POST
Conditioning Scripts
My engine relies on hashed strings as identifiers, uh, a lot more than is probably appropriate. I know that I’ve worked with engineers that would be utterly furious with me for that. Actually a lot more than just that because engineers are sort of notoriously catty, but I meant more specifically about all of the string hashing.
Hashing all of these strings every frame, especially through the scripting layer in Lua, seemed deeply unnecessary. A nice initial solution for me was to pre-process all of my scripts in my resource conditioning pipeline.
Basic Approach
I’ve got hundreds of calls to my hashing function using static strings all throughout the script sources like this:
SomeModule.SomeFunctionINeed( Hash32( 'some_free-form_ID of varying levels of quality' ) );
Now that’s not so bad, but hundreds and thousands of those calls each frame is just a lot of thrashing about for no particular reason.
By opening up the script files during resource compilation and searching for all instances of Hash32( 'somestring' )
and replacing them with the resultant hash value.
The runtime then just sees a 32bit integer constant in its place.
Before:
function UpdateReferences( world )
_directors = {}
World.Push( world );
_directors.ship = Tags.Find( Hash32( 'ship' ) );
_directors.camera = Tags.Find( Hash32( 'camera' ) );
World.Pop();
end
After:
function UpdateReferences( world )
_directors = {}
World.Push( world );
_directors.ship = Tags.Find( 381975909 );
_directors.camera = Tags.Find( 3546554283 );
World.Pop();
end
A step further would be to intern all of the strings as they’re seen to create a nice reverse mapping of hash->string for debugging output, etc. That seemed a bit too industrious for me, so I’m going to be waiting for Future Ryan to get fed up with raw numeric hash values in the debugging output. He’s a good sport and he’ll certainly solve this for us.
Nice Side-Effect
The original scripts are still completely valid. This doesn’t matter much for production, but in my project scripts are looked for first outside of the built data in order to make rapid script work a little less painful, so having unprocessed scripts functional leaves that mechanism extremely straightforward (the raw scripts are just in a Physfs mount point at a higher priority than the processed ones).
The Alternative(s)
A favorite solution to using raw strings in a project seems to be having a source file somewhere mapping raw strings to symbolic names to be used in code. I can tell you I’ve never seen that work out in practice. It is nice to corral all of your string typos into a single place, sure, but inevitably at least a handful of those strings will change out from under the variable name created for them and all of a sudden nothing is as it seems and you’ve blown out your compile times by creating a file that if you touch it at all the entire engine rebuilds. Just… just don’t be that person, OK?
For C/C++ sources there are things you can do to get your hash function to actually run at compile time.
Where this doesn’t help
Of course this doesn’t do anything to help with instances where a variable is used or the string is built up using other strings, but this basic approach could be extended to try and capture some of those cases. The scripts could be loaded into a special luaState that’s got some jerry-rigging in it to do some more analysis or other helper function calls
Other Situations
I’ve been using a similar approach for my audio patch scripts (which are in PureData) to scrub through and modify paths of other patches and audio files to be what the engine and libPD expect.
Additionally I recently modified the engine to build a dependency map which dictates which resources rely on which others at resource compilation time. Resources are scrubbed by their individual resource processor scripts and their dependencies are output there.
A post about the resource pipeline will have to wait for another time.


What you should do
How many lines in these records include the string "tick"? Reply with that number alone.
>>>>>
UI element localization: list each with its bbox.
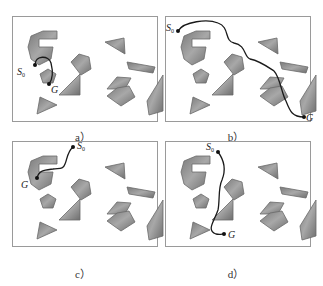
goal-label: G xyxy=(306,112,313,123)
start-point xyxy=(216,150,220,154)
goal-point xyxy=(35,176,39,180)
environment-map: S0G xyxy=(166,142,312,248)
obstacle xyxy=(190,222,210,239)
obstacle xyxy=(105,38,125,54)
obstacle xyxy=(300,200,316,240)
obstacle xyxy=(147,200,163,240)
obstacle xyxy=(37,222,57,239)
panel-b: S0G xyxy=(165,16,311,122)
obstacle xyxy=(258,163,278,179)
goal-label: G xyxy=(228,229,235,240)
start-label: S0 xyxy=(17,66,25,78)
panel-c: S0G xyxy=(12,141,158,247)
obstacle xyxy=(40,194,56,208)
goal-label: G xyxy=(21,179,28,190)
obstacle xyxy=(224,54,244,75)
obstacle xyxy=(193,194,209,208)
planned-path xyxy=(211,152,224,234)
start-point xyxy=(33,63,37,67)
obstacle xyxy=(59,74,80,95)
panel-caption-c: c） xyxy=(68,265,98,281)
start-label: S0 xyxy=(77,140,85,152)
obstacle xyxy=(147,75,163,115)
obstacle xyxy=(212,74,233,95)
goal-point xyxy=(222,232,226,236)
panel-a: S0G xyxy=(12,16,158,122)
obstacle xyxy=(258,38,278,54)
obstacle xyxy=(127,187,155,198)
obstacle xyxy=(59,199,80,220)
panel-d: S0G xyxy=(165,141,311,247)
obstacle xyxy=(193,69,209,83)
obstacle xyxy=(181,156,210,190)
obstacle xyxy=(224,179,244,200)
obstacle xyxy=(300,75,316,115)
obstacle xyxy=(40,69,56,83)
obstacle xyxy=(71,179,91,200)
obstacle xyxy=(71,54,91,75)
obstacle xyxy=(190,97,210,114)
start-point xyxy=(71,145,75,149)
environment-map: S0G xyxy=(13,142,159,248)
obstacle xyxy=(127,62,155,73)
start-point xyxy=(176,29,180,33)
start-label: S0 xyxy=(166,22,174,34)
obstacle xyxy=(280,62,308,73)
environment-map: S0G xyxy=(13,17,159,123)
panel-caption-d: d） xyxy=(221,265,251,281)
environment-map: S0G xyxy=(166,17,312,123)
obstacle xyxy=(28,156,57,190)
obstacle xyxy=(280,187,308,198)
obstacle xyxy=(28,31,57,65)
goal-label: G xyxy=(51,84,58,95)
obstacle xyxy=(181,31,210,65)
obstacle xyxy=(37,97,57,114)
obstacle xyxy=(105,163,125,179)
start-label: S0 xyxy=(206,141,214,153)
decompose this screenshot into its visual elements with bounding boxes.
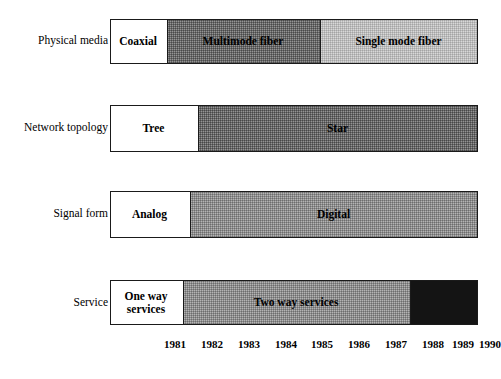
segment-divider [410, 281, 412, 324]
segment-label: Single mode fiber [355, 35, 441, 48]
row-label-3: Service [74, 297, 108, 309]
segment: Star [198, 106, 478, 151]
year-tick-label: 1985 [311, 338, 333, 350]
row-bar-0: CoaxialMultimode fiberSingle mode fiber [110, 19, 478, 64]
year-tick-label: 1987 [385, 338, 407, 350]
year-tick-label: 1984 [275, 338, 297, 350]
segment: Single mode fiber [320, 20, 478, 63]
segment-divider [167, 20, 169, 63]
segment-label: Two way services [254, 296, 339, 309]
year-tick-label: 1989 [452, 338, 474, 350]
segment-label: One way services [124, 290, 167, 316]
segment: Digital [190, 192, 478, 237]
segment: One way services [110, 281, 183, 324]
row-label-2: Signal form [53, 208, 108, 220]
year-tick-label: 1982 [201, 338, 223, 350]
row-bar-3: One way servicesTwo way services [110, 280, 478, 325]
segment-divider [183, 281, 185, 324]
segment-label: Analog [132, 208, 167, 221]
segment-label: Digital [317, 208, 350, 221]
year-axis: 1981198219831984198519861987198819891990 [0, 338, 496, 356]
row-bar-1: TreeStar [110, 105, 478, 152]
segment: Multimode fiber [167, 20, 320, 63]
segment: Two way services [183, 281, 410, 324]
segment: Coaxial [110, 20, 167, 63]
row-label-1: Network topology [24, 122, 108, 134]
year-tick-label: 1990 [479, 338, 501, 350]
segment-label: Coaxial [119, 35, 157, 48]
year-tick-label: 1981 [164, 338, 186, 350]
segment: Tree [110, 106, 198, 151]
segment-divider [320, 20, 322, 63]
segment [410, 281, 478, 324]
year-tick-label: 1988 [422, 338, 444, 350]
segment-divider [190, 192, 192, 237]
segment-divider [198, 106, 200, 151]
year-tick-label: 1983 [238, 338, 260, 350]
row-label-0: Physical media [38, 35, 108, 47]
segment: Analog [110, 192, 190, 237]
segment-label: Star [327, 122, 348, 135]
segment-label: Tree [143, 122, 165, 135]
year-tick-label: 1986 [348, 338, 370, 350]
segment-label: Multimode fiber [203, 35, 284, 48]
row-bar-2: AnalogDigital [110, 191, 478, 238]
<<<<<
Solution to this exercise
10